This time of year, there’s a lot of snark about the Hanuka taking up an ideological cudgel against the fanatic Maccabees. Some of the discussion relies on the ambivalence tending towards hostility expressed in the Bavli towards this minor festival and against the Hasmoneans, who were the successors of the Maccabees. “In Praise of the Hasmoneans: Chanukah Beyond Rabbinic Literature” by Ophir Münz-Manor is a particularly excellent corrective. Münz-Manor tracks the place of Hanuka and the Hasomoneans in late antique and medieval piyyut and situates the form of piyyut in tension with the rabbinic class and its concerns. Maybe the Hasmoneans were not so bad after all.
This is the conclusion to his post, which you can read here at Gemara:
The overall picture that emerges reveals that the Hasmoneans were well represented and even celebrated by the payytanim, and presumably by the congregations in which the piyyutim were performed. This is significantly different from the way the Hasmoneans are represented in classical rabbinic literature. How might we account for this disparity?
It is possible that the figuration of the Hasmoneans in piyyut and their relative absence in rabbinic texts indeed reflects a different ideological stance, though this cannot be easily ascertained. Some scholars have recently argued that the payytanim belonged to or identified with priestly circles, and therefore promoted priestly themes in piyyut, including the importance of the Hasmoneans, who served as priests.
We must also remember that the payytanim were not merely singing rabbis. Although they shared many beliefs and practices with the rabbis, their social role, their artistic interests, and the synagogal context in which they functioned, were distinct from the rabbis and their study halls. Other para-rabbinic groups existed, such as the meturgamanim(translators) who offered expanded version of the Bible in Aramaic, as well as magicians and mystics, which scholars of late antique Jewry tend to overlook or downplay.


→ **WHAT THE TASK ASKS**
Set down again each entry exactly as it reads, pictures excluded.

→ **DATASET EXCERPTS**
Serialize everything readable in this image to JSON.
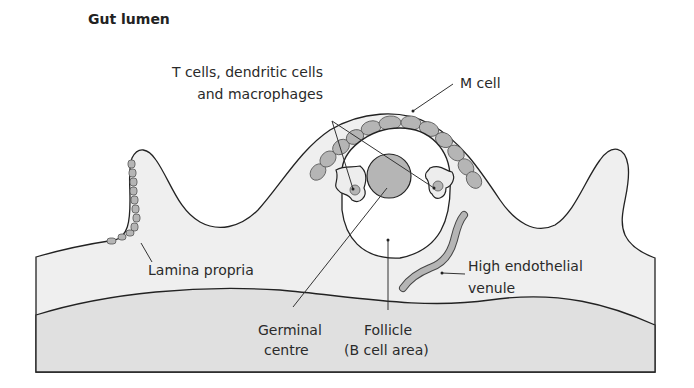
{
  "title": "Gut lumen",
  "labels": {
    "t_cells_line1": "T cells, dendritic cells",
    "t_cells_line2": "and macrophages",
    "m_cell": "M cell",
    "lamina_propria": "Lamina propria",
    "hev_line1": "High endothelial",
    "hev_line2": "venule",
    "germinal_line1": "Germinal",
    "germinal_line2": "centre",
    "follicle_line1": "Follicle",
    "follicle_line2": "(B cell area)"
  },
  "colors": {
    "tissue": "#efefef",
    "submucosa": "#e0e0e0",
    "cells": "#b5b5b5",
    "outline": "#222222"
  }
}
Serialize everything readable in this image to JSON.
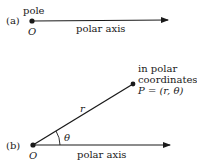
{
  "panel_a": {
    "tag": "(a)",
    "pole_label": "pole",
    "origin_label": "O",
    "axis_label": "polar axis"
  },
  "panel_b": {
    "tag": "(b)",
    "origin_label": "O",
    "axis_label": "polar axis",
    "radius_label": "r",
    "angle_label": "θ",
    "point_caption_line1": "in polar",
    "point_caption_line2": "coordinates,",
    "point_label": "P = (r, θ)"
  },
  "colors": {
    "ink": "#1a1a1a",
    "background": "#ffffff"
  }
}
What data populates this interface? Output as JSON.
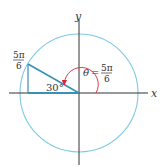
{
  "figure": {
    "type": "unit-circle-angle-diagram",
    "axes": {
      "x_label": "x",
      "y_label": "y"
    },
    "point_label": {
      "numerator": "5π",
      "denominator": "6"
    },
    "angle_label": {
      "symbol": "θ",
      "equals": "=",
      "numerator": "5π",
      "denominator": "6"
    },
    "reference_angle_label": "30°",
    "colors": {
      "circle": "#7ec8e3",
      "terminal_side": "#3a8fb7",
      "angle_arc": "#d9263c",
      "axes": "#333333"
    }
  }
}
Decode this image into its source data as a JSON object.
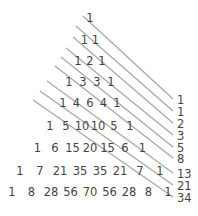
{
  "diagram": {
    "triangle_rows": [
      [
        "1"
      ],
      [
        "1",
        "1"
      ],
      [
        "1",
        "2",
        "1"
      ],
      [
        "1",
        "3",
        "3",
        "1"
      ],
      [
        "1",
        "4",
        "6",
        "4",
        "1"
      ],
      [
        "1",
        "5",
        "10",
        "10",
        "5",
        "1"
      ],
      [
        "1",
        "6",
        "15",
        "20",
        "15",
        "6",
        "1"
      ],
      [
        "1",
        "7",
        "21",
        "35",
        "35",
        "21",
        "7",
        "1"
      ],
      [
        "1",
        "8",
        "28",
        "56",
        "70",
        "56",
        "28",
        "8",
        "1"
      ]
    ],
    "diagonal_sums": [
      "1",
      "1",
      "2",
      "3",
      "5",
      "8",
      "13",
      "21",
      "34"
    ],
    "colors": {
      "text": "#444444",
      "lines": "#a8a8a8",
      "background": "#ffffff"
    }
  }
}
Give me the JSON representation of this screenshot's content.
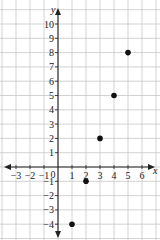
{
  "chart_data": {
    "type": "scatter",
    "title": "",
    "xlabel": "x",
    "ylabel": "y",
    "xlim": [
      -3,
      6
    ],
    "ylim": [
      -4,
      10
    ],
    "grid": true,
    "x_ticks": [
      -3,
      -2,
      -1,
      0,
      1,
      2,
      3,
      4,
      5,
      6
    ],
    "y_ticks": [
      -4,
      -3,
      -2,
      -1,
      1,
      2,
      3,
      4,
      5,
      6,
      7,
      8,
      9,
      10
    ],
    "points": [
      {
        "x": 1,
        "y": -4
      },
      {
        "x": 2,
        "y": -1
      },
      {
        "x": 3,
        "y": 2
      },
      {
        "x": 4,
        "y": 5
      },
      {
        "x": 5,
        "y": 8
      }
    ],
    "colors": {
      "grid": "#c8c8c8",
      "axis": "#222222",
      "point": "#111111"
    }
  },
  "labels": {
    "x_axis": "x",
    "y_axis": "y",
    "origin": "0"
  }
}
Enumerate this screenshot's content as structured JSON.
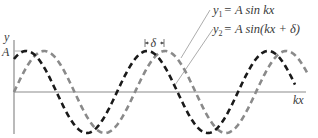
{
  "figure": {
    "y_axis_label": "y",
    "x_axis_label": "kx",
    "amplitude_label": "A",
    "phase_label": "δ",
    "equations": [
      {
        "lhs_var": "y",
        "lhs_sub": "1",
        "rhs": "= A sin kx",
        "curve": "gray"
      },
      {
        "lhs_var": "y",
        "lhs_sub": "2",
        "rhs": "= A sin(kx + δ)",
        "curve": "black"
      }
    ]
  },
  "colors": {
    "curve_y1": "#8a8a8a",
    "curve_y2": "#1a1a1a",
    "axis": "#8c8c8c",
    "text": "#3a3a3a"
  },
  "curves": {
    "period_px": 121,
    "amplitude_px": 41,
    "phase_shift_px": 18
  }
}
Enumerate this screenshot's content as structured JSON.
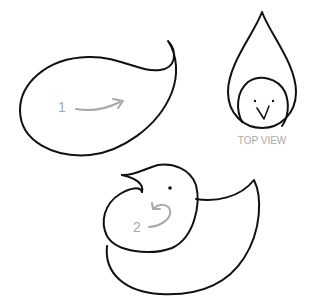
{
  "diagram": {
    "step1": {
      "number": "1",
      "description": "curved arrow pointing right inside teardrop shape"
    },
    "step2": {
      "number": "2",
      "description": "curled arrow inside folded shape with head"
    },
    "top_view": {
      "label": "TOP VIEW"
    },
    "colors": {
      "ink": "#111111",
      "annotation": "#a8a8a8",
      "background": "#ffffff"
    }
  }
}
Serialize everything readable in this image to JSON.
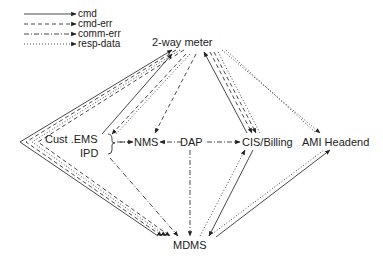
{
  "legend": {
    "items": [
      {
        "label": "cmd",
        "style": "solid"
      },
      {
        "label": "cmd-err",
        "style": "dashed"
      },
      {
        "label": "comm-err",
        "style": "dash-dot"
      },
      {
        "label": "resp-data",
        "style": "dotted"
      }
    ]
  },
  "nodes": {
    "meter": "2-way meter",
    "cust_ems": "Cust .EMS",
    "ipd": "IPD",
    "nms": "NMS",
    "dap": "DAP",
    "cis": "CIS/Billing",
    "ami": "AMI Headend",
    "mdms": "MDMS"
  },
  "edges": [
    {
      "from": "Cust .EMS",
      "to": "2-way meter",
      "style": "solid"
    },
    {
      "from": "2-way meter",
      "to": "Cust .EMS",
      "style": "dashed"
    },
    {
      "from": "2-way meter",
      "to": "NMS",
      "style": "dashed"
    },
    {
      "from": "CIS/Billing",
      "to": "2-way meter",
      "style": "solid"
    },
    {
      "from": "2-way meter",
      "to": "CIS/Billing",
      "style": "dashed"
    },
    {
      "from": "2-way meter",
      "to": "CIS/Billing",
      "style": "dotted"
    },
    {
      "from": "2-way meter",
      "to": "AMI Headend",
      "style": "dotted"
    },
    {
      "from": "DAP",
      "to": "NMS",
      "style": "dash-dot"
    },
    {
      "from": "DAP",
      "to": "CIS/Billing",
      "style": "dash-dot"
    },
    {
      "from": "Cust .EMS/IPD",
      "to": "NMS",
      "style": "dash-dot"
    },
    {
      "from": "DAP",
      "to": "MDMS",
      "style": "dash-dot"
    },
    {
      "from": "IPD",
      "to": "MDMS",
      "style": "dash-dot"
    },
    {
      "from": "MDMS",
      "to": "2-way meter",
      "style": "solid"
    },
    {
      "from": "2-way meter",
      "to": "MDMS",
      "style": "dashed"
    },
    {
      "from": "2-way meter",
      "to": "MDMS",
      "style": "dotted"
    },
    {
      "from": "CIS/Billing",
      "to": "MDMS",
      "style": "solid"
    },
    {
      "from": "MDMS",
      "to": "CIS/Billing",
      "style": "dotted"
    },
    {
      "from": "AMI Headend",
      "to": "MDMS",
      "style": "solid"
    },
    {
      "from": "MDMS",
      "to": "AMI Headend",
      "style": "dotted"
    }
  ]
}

→ **RESPONSE TO THE TASK**
Serialize everything readable in this image to JSON.
{
  "title": "Gut lumen",
  "labels": {
    "t_cells_line1": "T cells, dendritic cells",
    "t_cells_line2": "and macrophages",
    "m_cell": "M cell",
    "lamina_propria": "Lamina propria",
    "hev_line1": "High endothelial",
    "hev_line2": "venule",
    "germinal_line1": "Germinal",
    "germinal_line2": "centre",
    "follicle_line1": "Follicle",
    "follicle_line2": "(B cell area)"
  },
  "colors": {
    "tissue": "#efefef",
    "submucosa": "#e0e0e0",
    "cells": "#b5b5b5",
    "outline": "#222222"
  }
}
Serialize everything readable in this image to JSON.
{
  "panel_a": {
    "tag": "(a)",
    "pole_label": "pole",
    "origin_label": "O",
    "axis_label": "polar axis"
  },
  "panel_b": {
    "tag": "(b)",
    "origin_label": "O",
    "axis_label": "polar axis",
    "radius_label": "r",
    "angle_label": "θ",
    "point_caption_line1": "in polar",
    "point_caption_line2": "coordinates,",
    "point_label": "P = (r, θ)"
  },
  "colors": {
    "ink": "#1a1a1a",
    "background": "#ffffff"
  }
}
What data populates this interface? Output as JSON.
{
  "figure": {
    "type": "unit-circle-angle-diagram",
    "axes": {
      "x_label": "x",
      "y_label": "y"
    },
    "point_label": {
      "numerator": "5π",
      "denominator": "6"
    },
    "angle_label": {
      "symbol": "θ",
      "equals": "=",
      "numerator": "5π",
      "denominator": "6"
    },
    "reference_angle_label": "30°",
    "colors": {
      "circle": "#7ec8e3",
      "terminal_side": "#3a8fb7",
      "angle_arc": "#d9263c",
      "axes": "#333333"
    }
  }
}
Decode this image into its source data as a JSON object.
{
  "diagram": {
    "triangle_rows": [
      [
        "1"
      ],
      [
        "1",
        "1"
      ],
      [
        "1",
        "2",
        "1"
      ],
      [
        "1",
        "3",
        "3",
        "1"
      ],
      [
        "1",
        "4",
        "6",
        "4",
        "1"
      ],
      [
        "1",
        "5",
        "10",
        "10",
        "5",
        "1"
      ],
      [
        "1",
        "6",
        "15",
        "20",
        "15",
        "6",
        "1"
      ],
      [
        "1",
        "7",
        "21",
        "35",
        "35",
        "21",
        "7",
        "1"
      ],
      [
        "1",
        "8",
        "28",
        "56",
        "70",
        "56",
        "28",
        "8",
        "1"
      ]
    ],
    "diagonal_sums": [
      "1",
      "1",
      "2",
      "3",
      "5",
      "8",
      "13",
      "21",
      "34"
    ],
    "colors": {
      "text": "#444444",
      "lines": "#a8a8a8",
      "background": "#ffffff"
    }
  }
}
Give me the JSON representation of this screenshot's content.
{
  "chart_data": {
    "type": "scatter",
    "title": "",
    "xlabel": "x",
    "ylabel": "y",
    "xlim": [
      -3,
      6
    ],
    "ylim": [
      -4,
      10
    ],
    "grid": true,
    "x_ticks": [
      -3,
      -2,
      -1,
      0,
      1,
      2,
      3,
      4,
      5,
      6
    ],
    "y_ticks": [
      -4,
      -3,
      -2,
      -1,
      1,
      2,
      3,
      4,
      5,
      6,
      7,
      8,
      9,
      10
    ],
    "points": [
      {
        "x": 1,
        "y": -4
      },
      {
        "x": 2,
        "y": -1
      },
      {
        "x": 3,
        "y": 2
      },
      {
        "x": 4,
        "y": 5
      },
      {
        "x": 5,
        "y": 8
      }
    ],
    "colors": {
      "grid": "#c8c8c8",
      "axis": "#222222",
      "point": "#111111"
    }
  },
  "labels": {
    "x_axis": "x",
    "y_axis": "y",
    "origin": "0"
  }
}
Enumerate this screenshot's content as structured JSON.
{
  "figure": {
    "y_axis_label": "y",
    "x_axis_label": "kx",
    "amplitude_label": "A",
    "phase_label": "δ",
    "equations": [
      {
        "lhs_var": "y",
        "lhs_sub": "1",
        "rhs": "= A sin kx",
        "curve": "gray"
      },
      {
        "lhs_var": "y",
        "lhs_sub": "2",
        "rhs": "= A sin(kx + δ)",
        "curve": "black"
      }
    ]
  },
  "colors": {
    "curve_y1": "#8a8a8a",
    "curve_y2": "#1a1a1a",
    "axis": "#8c8c8c",
    "text": "#3a3a3a"
  },
  "curves": {
    "period_px": 121,
    "amplitude_px": 41,
    "phase_shift_px": 18
  }
}
Enumerate this screenshot's content as structured JSON.
{
  "diagram": {
    "step1": {
      "number": "1",
      "description": "curved arrow pointing right inside teardrop shape"
    },
    "step2": {
      "number": "2",
      "description": "curled arrow inside folded shape with head"
    },
    "top_view": {
      "label": "TOP VIEW"
    },
    "colors": {
      "ink": "#111111",
      "annotation": "#a8a8a8",
      "background": "#ffffff"
    }
  }
}
Serialize everything readable in this image to JSON.
{
  "legend": {
    "items": [
      {
        "label": "cmd",
        "style": "solid"
      },
      {
        "label": "cmd-err",
        "style": "dashed"
      },
      {
        "label": "comm-err",
        "style": "dash-dot"
      },
      {
        "label": "resp-data",
        "style": "dotted"
      }
    ]
  },
  "nodes": {
    "meter": "2-way meter",
    "cust_ems": "Cust .EMS",
    "ipd": "IPD",
    "nms": "NMS",
    "dap": "DAP",
    "cis": "CIS/Billing",
    "ami": "AMI Headend",
    "mdms": "MDMS"
  },
  "edges": [
    {
      "from": "Cust .EMS",
      "to": "2-way meter",
      "style": "solid"
    },
    {
      "from": "2-way meter",
      "to": "Cust .EMS",
      "style": "dashed"
    },
    {
      "from": "2-way meter",
      "to": "NMS",
      "style": "dashed"
    },
    {
      "from": "CIS/Billing",
      "to": "2-way meter",
      "style": "solid"
    },
    {
      "from": "2-way meter",
      "to": "CIS/Billing",
      "style": "dashed"
    },
    {
      "from": "2-way meter",
      "to": "CIS/Billing",
      "style": "dotted"
    },
    {
      "from": "2-way meter",
      "to": "AMI Headend",
      "style": "dotted"
    },
    {
      "from": "DAP",
      "to": "NMS",
      "style": "dash-dot"
    },
    {
      "from": "DAP",
      "to": "CIS/Billing",
      "style": "dash-dot"
    },
    {
      "from": "Cust .EMS/IPD",
      "to": "NMS",
      "style": "dash-dot"
    },
    {
      "from": "DAP",
      "to": "MDMS",
      "style": "dash-dot"
    },
    {
      "from": "IPD",
      "to": "MDMS",
      "style": "dash-dot"
    },
    {
      "from": "MDMS",
      "to": "2-way meter",
      "style": "solid"
    },
    {
      "from": "2-way meter",
      "to": "MDMS",
      "style": "dashed"
    },
    {
      "from": "2-way meter",
      "to": "MDMS",
      "style": "dotted"
    },
    {
      "from": "CIS/Billing",
      "to": "MDMS",
      "style": "solid"
    },
    {
      "from": "MDMS",
      "to": "CIS/Billing",
      "style": "dotted"
    },
    {
      "from": "AMI Headend",
      "to": "MDMS",
      "style": "solid"
    },
    {
      "from": "MDMS",
      "to": "AMI Headend",
      "style": "dotted"
    }
  ]
}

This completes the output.